• _Exercise data_
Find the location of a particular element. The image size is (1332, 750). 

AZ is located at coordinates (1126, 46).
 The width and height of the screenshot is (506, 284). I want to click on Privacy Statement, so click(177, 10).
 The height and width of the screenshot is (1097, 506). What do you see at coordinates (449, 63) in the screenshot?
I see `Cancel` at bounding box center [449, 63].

• _How to complete this task_
Exact copies of all the entries above are to be printed.

• _Output for this exercise_
Find the location of a particular element. The image size is (1332, 750). 

AZ is located at coordinates (1126, 46).
 The width and height of the screenshot is (506, 284). I want to click on Privacy Statement, so click(177, 10).
 The height and width of the screenshot is (1097, 506). What do you see at coordinates (449, 63) in the screenshot?
I see `Cancel` at bounding box center [449, 63].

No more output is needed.